Thursday, February 12, 2009

"A shadow of my former self."

I've said it often, mostly in jest, in reference to a life post-employment. I won't spit the bit about living in a world where we're tricked into defining ourselves by our career- that track is played out. Still, it's how we play. Even when, for a moment, we figure out how not to define ourselves this way (or at the very least, use language suggesting otherwise), our occupation becomes shorthand when the philosophical answer is just too lengthy or as an obligatory eke at parties ("What do I do? I hug! I dance in the mirror! Oh, professionally....I'm in advertising")

Then one day, you aren't. You aren't what you are. You're what you used to do. What you had been doing. So for awhile, I felt like a dark afterthought. Unequal proof that something brighter may once have been there- full of color and specific form. Something now much murkier, distinguishable but nebulous, decidedly irresolute.

I don't feel like a shadow anymore, but lately, like a soft glow. I mean, its better but it isn't Better. Pleasant but kind of pointless, and lacking in energy. Enough to comfort, perhaps warm, but little to invigorate, and God forbid you need to photosynthesize anything. I've become increasingly domestic, which is great, except that I never imagined caring that the dishes were done would come at the the high expense of having little else to concern myself with. I cook fresh meals at home, scour the farmer's market (between shopping and food prep you can kill half a day!) and work out religiously. I cleaned the bathroom the other day and thought up no less than five witty Facebook status messages extolling my triumph.

Glowing, sure, but feeling dim. Existing in the bench-press-crockpot territory between Arnold Swarznegger and Betty Friedan.

One-man production of "The Feminine Mystique." Coming to a stage near you.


Description of the task:
All records are to be restated word for word, with pictures excluded.
*** Material to process ***
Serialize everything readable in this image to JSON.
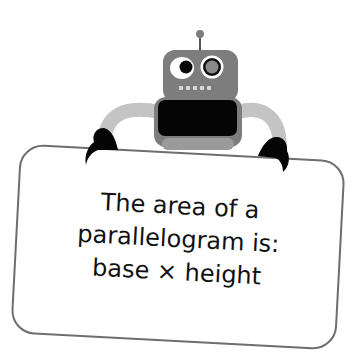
{
  "illustration": {
    "subject": "robot holding a sign",
    "colors": {
      "robot_body": "#7d7d7d",
      "robot_arm": "#c2c2c2",
      "screen": "#050505",
      "sign_border": "#6e6e6e",
      "text": "#111111"
    }
  },
  "sign": {
    "lines": [
      "The area of a",
      "parallelogram is:",
      "base × height"
    ]
  }
}
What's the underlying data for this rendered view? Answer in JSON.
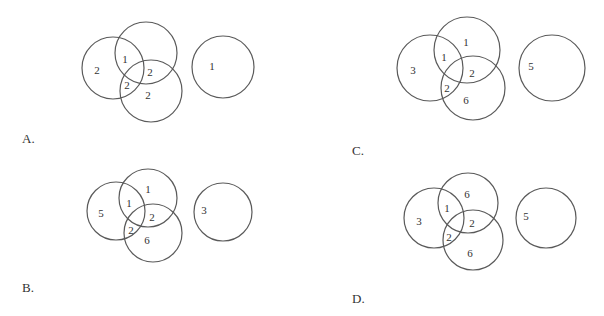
{
  "options": [
    {
      "label": "A.",
      "label_pos": [
        22,
        143
      ],
      "circles": [
        {
          "cx": 113,
          "cy": 68,
          "r": 31
        },
        {
          "cx": 146,
          "cy": 53,
          "r": 31
        },
        {
          "cx": 151,
          "cy": 91,
          "r": 31
        },
        {
          "cx": 223,
          "cy": 67,
          "r": 31
        }
      ],
      "numbers": [
        {
          "text": "2",
          "x": 97,
          "y": 70
        },
        {
          "text": "1",
          "x": 125,
          "y": 59
        },
        {
          "text": "2",
          "x": 150,
          "y": 72
        },
        {
          "text": "2",
          "x": 127,
          "y": 85
        },
        {
          "text": "2",
          "x": 148,
          "y": 95
        },
        {
          "text": "1",
          "x": 212,
          "y": 66
        }
      ]
    },
    {
      "label": "B.",
      "label_pos": [
        22,
        292
      ],
      "circles": [
        {
          "cx": 116,
          "cy": 211,
          "r": 29
        },
        {
          "cx": 148,
          "cy": 198,
          "r": 29
        },
        {
          "cx": 153,
          "cy": 233,
          "r": 29
        },
        {
          "cx": 223,
          "cy": 212,
          "r": 29
        }
      ],
      "numbers": [
        {
          "text": "5",
          "x": 101,
          "y": 213
        },
        {
          "text": "1",
          "x": 148,
          "y": 189
        },
        {
          "text": "1",
          "x": 129,
          "y": 203
        },
        {
          "text": "2",
          "x": 152,
          "y": 217
        },
        {
          "text": "2",
          "x": 131,
          "y": 230
        },
        {
          "text": "6",
          "x": 147,
          "y": 240
        },
        {
          "text": "3",
          "x": 204,
          "y": 210
        }
      ]
    },
    {
      "label": "C.",
      "label_pos": [
        352,
        155
      ],
      "circles": [
        {
          "cx": 430,
          "cy": 68,
          "r": 33
        },
        {
          "cx": 467,
          "cy": 50,
          "r": 33
        },
        {
          "cx": 473,
          "cy": 88,
          "r": 32
        },
        {
          "cx": 552,
          "cy": 68,
          "r": 33
        }
      ],
      "numbers": [
        {
          "text": "3",
          "x": 413,
          "y": 70
        },
        {
          "text": "1",
          "x": 466,
          "y": 42
        },
        {
          "text": "1",
          "x": 444,
          "y": 57
        },
        {
          "text": "2",
          "x": 472,
          "y": 73
        },
        {
          "text": "2",
          "x": 447,
          "y": 88
        },
        {
          "text": "6",
          "x": 466,
          "y": 100
        },
        {
          "text": "5",
          "x": 531,
          "y": 66
        }
      ]
    },
    {
      "label": "D.",
      "label_pos": [
        352,
        303
      ],
      "circles": [
        {
          "cx": 434,
          "cy": 218,
          "r": 30
        },
        {
          "cx": 468,
          "cy": 203,
          "r": 30
        },
        {
          "cx": 473,
          "cy": 240,
          "r": 30
        },
        {
          "cx": 546,
          "cy": 218,
          "r": 30
        }
      ],
      "numbers": [
        {
          "text": "3",
          "x": 419,
          "y": 221
        },
        {
          "text": "6",
          "x": 467,
          "y": 194
        },
        {
          "text": "1",
          "x": 447,
          "y": 208
        },
        {
          "text": "2",
          "x": 472,
          "y": 223
        },
        {
          "text": "2",
          "x": 449,
          "y": 237
        },
        {
          "text": "6",
          "x": 470,
          "y": 253
        },
        {
          "text": "5",
          "x": 526,
          "y": 216
        }
      ]
    }
  ]
}
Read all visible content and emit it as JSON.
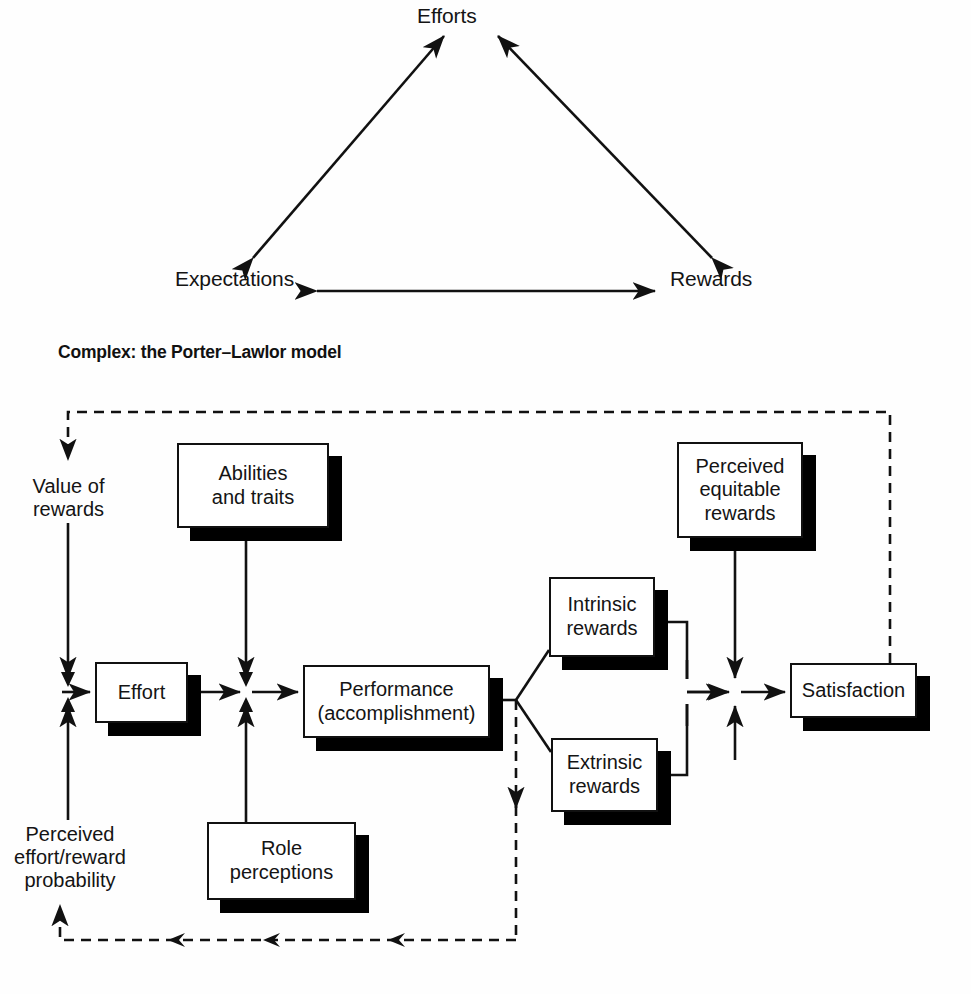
{
  "triangle": {
    "name": "simple-expectancy-triangle",
    "nodes": [
      {
        "id": "efforts",
        "label": "Efforts"
      },
      {
        "id": "expectations",
        "label": "Expectations"
      },
      {
        "id": "rewards",
        "label": "Rewards"
      }
    ],
    "edges": [
      {
        "from": "expectations",
        "to": "efforts",
        "style": "solid",
        "arrows": "both"
      },
      {
        "from": "rewards",
        "to": "efforts",
        "style": "solid",
        "arrows": "both"
      },
      {
        "from": "expectations",
        "to": "rewards",
        "style": "solid",
        "arrows": "both"
      }
    ]
  },
  "heading": {
    "text": "Complex: the Porter–Lawlor model"
  },
  "model": {
    "name": "porter-lawlor-model",
    "free_nodes": [
      {
        "id": "value-of-rewards",
        "label": "Value of\nrewards"
      },
      {
        "id": "perceived-effort-reward-probability",
        "label": "Perceived\neffort/reward\nprobability"
      }
    ],
    "boxes": [
      {
        "id": "abilities-and-traits",
        "label": "Abilities\nand traits"
      },
      {
        "id": "perceived-equitable-rewards",
        "label": "Perceived\nequitable\nrewards"
      },
      {
        "id": "intrinsic-rewards",
        "label": "Intrinsic\nrewards"
      },
      {
        "id": "effort",
        "label": "Effort"
      },
      {
        "id": "performance",
        "label": "Performance\n(accomplishment)"
      },
      {
        "id": "satisfaction",
        "label": "Satisfaction"
      },
      {
        "id": "extrinsic-rewards",
        "label": "Extrinsic\nrewards"
      },
      {
        "id": "role-perceptions",
        "label": "Role\nperceptions"
      }
    ],
    "edges": [
      {
        "from": "satisfaction",
        "to": "value-of-rewards",
        "style": "dashed"
      },
      {
        "from": "value-of-rewards",
        "to": "effort-junction",
        "style": "solid"
      },
      {
        "from": "perceived-effort-reward-probability",
        "to": "effort-junction",
        "style": "solid"
      },
      {
        "from": "effort",
        "to": "performance-junction",
        "style": "solid"
      },
      {
        "from": "abilities-and-traits",
        "to": "performance-junction",
        "style": "solid"
      },
      {
        "from": "role-perceptions",
        "to": "performance-junction",
        "style": "solid"
      },
      {
        "from": "performance-junction",
        "to": "performance",
        "style": "solid"
      },
      {
        "from": "performance",
        "to": "intrinsic-rewards",
        "style": "solid"
      },
      {
        "from": "performance",
        "to": "extrinsic-rewards",
        "style": "solid"
      },
      {
        "from": "performance",
        "to": "perceived-effort-reward-probability",
        "style": "dashed"
      },
      {
        "from": "intrinsic-rewards",
        "to": "satisfaction-junction",
        "style": "solid"
      },
      {
        "from": "extrinsic-rewards",
        "to": "satisfaction-junction",
        "style": "solid"
      },
      {
        "from": "perceived-equitable-rewards",
        "to": "satisfaction-junction",
        "style": "solid"
      },
      {
        "from": "satisfaction-junction",
        "to": "satisfaction",
        "style": "solid"
      }
    ]
  },
  "colors": {
    "ink": "#111111",
    "paper": "#fefefe",
    "shadow": "#000000"
  }
}
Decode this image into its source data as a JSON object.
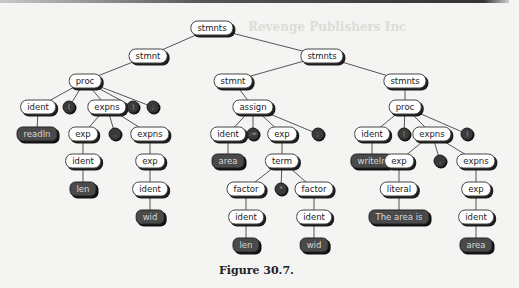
***
Answer space:
Serialize everything readable in this image to JSON.
{
  "illustration": {
    "subject": "robot holding a sign",
    "colors": {
      "robot_body": "#7d7d7d",
      "robot_arm": "#c2c2c2",
      "screen": "#050505",
      "sign_border": "#6e6e6e",
      "text": "#111111"
    }
  },
  "sign": {
    "lines": [
      "The area of a",
      "parallelogram is:",
      "base × height"
    ]
  }
}
What's the underlying data for this rendered view? Answer in JSON.
{
  "options": [
    {
      "label": "A.",
      "label_pos": [
        22,
        143
      ],
      "circles": [
        {
          "cx": 113,
          "cy": 68,
          "r": 31
        },
        {
          "cx": 146,
          "cy": 53,
          "r": 31
        },
        {
          "cx": 151,
          "cy": 91,
          "r": 31
        },
        {
          "cx": 223,
          "cy": 67,
          "r": 31
        }
      ],
      "numbers": [
        {
          "text": "2",
          "x": 97,
          "y": 70
        },
        {
          "text": "1",
          "x": 125,
          "y": 59
        },
        {
          "text": "2",
          "x": 150,
          "y": 72
        },
        {
          "text": "2",
          "x": 127,
          "y": 85
        },
        {
          "text": "2",
          "x": 148,
          "y": 95
        },
        {
          "text": "1",
          "x": 212,
          "y": 66
        }
      ]
    },
    {
      "label": "B.",
      "label_pos": [
        22,
        292
      ],
      "circles": [
        {
          "cx": 116,
          "cy": 211,
          "r": 29
        },
        {
          "cx": 148,
          "cy": 198,
          "r": 29
        },
        {
          "cx": 153,
          "cy": 233,
          "r": 29
        },
        {
          "cx": 223,
          "cy": 212,
          "r": 29
        }
      ],
      "numbers": [
        {
          "text": "5",
          "x": 101,
          "y": 213
        },
        {
          "text": "1",
          "x": 148,
          "y": 189
        },
        {
          "text": "1",
          "x": 129,
          "y": 203
        },
        {
          "text": "2",
          "x": 152,
          "y": 217
        },
        {
          "text": "2",
          "x": 131,
          "y": 230
        },
        {
          "text": "6",
          "x": 147,
          "y": 240
        },
        {
          "text": "3",
          "x": 204,
          "y": 210
        }
      ]
    },
    {
      "label": "C.",
      "label_pos": [
        352,
        155
      ],
      "circles": [
        {
          "cx": 430,
          "cy": 68,
          "r": 33
        },
        {
          "cx": 467,
          "cy": 50,
          "r": 33
        },
        {
          "cx": 473,
          "cy": 88,
          "r": 32
        },
        {
          "cx": 552,
          "cy": 68,
          "r": 33
        }
      ],
      "numbers": [
        {
          "text": "3",
          "x": 413,
          "y": 70
        },
        {
          "text": "1",
          "x": 466,
          "y": 42
        },
        {
          "text": "1",
          "x": 444,
          "y": 57
        },
        {
          "text": "2",
          "x": 472,
          "y": 73
        },
        {
          "text": "2",
          "x": 447,
          "y": 88
        },
        {
          "text": "6",
          "x": 466,
          "y": 100
        },
        {
          "text": "5",
          "x": 531,
          "y": 66
        }
      ]
    },
    {
      "label": "D.",
      "label_pos": [
        352,
        303
      ],
      "circles": [
        {
          "cx": 434,
          "cy": 218,
          "r": 30
        },
        {
          "cx": 468,
          "cy": 203,
          "r": 30
        },
        {
          "cx": 473,
          "cy": 240,
          "r": 30
        },
        {
          "cx": 546,
          "cy": 218,
          "r": 30
        }
      ],
      "numbers": [
        {
          "text": "3",
          "x": 419,
          "y": 221
        },
        {
          "text": "6",
          "x": 467,
          "y": 194
        },
        {
          "text": "1",
          "x": 447,
          "y": 208
        },
        {
          "text": "2",
          "x": 472,
          "y": 223
        },
        {
          "text": "2",
          "x": 449,
          "y": 237
        },
        {
          "text": "6",
          "x": 470,
          "y": 253
        },
        {
          "text": "5",
          "x": 526,
          "y": 216
        }
      ]
    }
  ]
}
Read all visible content and emit it as JSON.
{
  "triangle": {
    "name": "simple-expectancy-triangle",
    "nodes": [
      {
        "id": "efforts",
        "label": "Efforts"
      },
      {
        "id": "expectations",
        "label": "Expectations"
      },
      {
        "id": "rewards",
        "label": "Rewards"
      }
    ],
    "edges": [
      {
        "from": "expectations",
        "to": "efforts",
        "style": "solid",
        "arrows": "both"
      },
      {
        "from": "rewards",
        "to": "efforts",
        "style": "solid",
        "arrows": "both"
      },
      {
        "from": "expectations",
        "to": "rewards",
        "style": "solid",
        "arrows": "both"
      }
    ]
  },
  "heading": {
    "text": "Complex: the Porter–Lawlor model"
  },
  "model": {
    "name": "porter-lawlor-model",
    "free_nodes": [
      {
        "id": "value-of-rewards",
        "label": "Value of\nrewards"
      },
      {
        "id": "perceived-effort-reward-probability",
        "label": "Perceived\neffort/reward\nprobability"
      }
    ],
    "boxes": [
      {
        "id": "abilities-and-traits",
        "label": "Abilities\nand traits"
      },
      {
        "id": "perceived-equitable-rewards",
        "label": "Perceived\nequitable\nrewards"
      },
      {
        "id": "intrinsic-rewards",
        "label": "Intrinsic\nrewards"
      },
      {
        "id": "effort",
        "label": "Effort"
      },
      {
        "id": "performance",
        "label": "Performance\n(accomplishment)"
      },
      {
        "id": "satisfaction",
        "label": "Satisfaction"
      },
      {
        "id": "extrinsic-rewards",
        "label": "Extrinsic\nrewards"
      },
      {
        "id": "role-perceptions",
        "label": "Role\nperceptions"
      }
    ],
    "edges": [
      {
        "from": "satisfaction",
        "to": "value-of-rewards",
        "style": "dashed"
      },
      {
        "from": "value-of-rewards",
        "to": "effort-junction",
        "style": "solid"
      },
      {
        "from": "perceived-effort-reward-probability",
        "to": "effort-junction",
        "style": "solid"
      },
      {
        "from": "effort",
        "to": "performance-junction",
        "style": "solid"
      },
      {
        "from": "abilities-and-traits",
        "to": "performance-junction",
        "style": "solid"
      },
      {
        "from": "role-perceptions",
        "to": "performance-junction",
        "style": "solid"
      },
      {
        "from": "performance-junction",
        "to": "performance",
        "style": "solid"
      },
      {
        "from": "performance",
        "to": "intrinsic-rewards",
        "style": "solid"
      },
      {
        "from": "performance",
        "to": "extrinsic-rewards",
        "style": "solid"
      },
      {
        "from": "performance",
        "to": "perceived-effort-reward-probability",
        "style": "dashed"
      },
      {
        "from": "intrinsic-rewards",
        "to": "satisfaction-junction",
        "style": "solid"
      },
      {
        "from": "extrinsic-rewards",
        "to": "satisfaction-junction",
        "style": "solid"
      },
      {
        "from": "perceived-equitable-rewards",
        "to": "satisfaction-junction",
        "style": "solid"
      },
      {
        "from": "satisfaction-junction",
        "to": "satisfaction",
        "style": "solid"
      }
    ]
  },
  "colors": {
    "ink": "#111111",
    "paper": "#fefefe",
    "shadow": "#000000"
  }
}
Decode this image into its source data as a JSON object.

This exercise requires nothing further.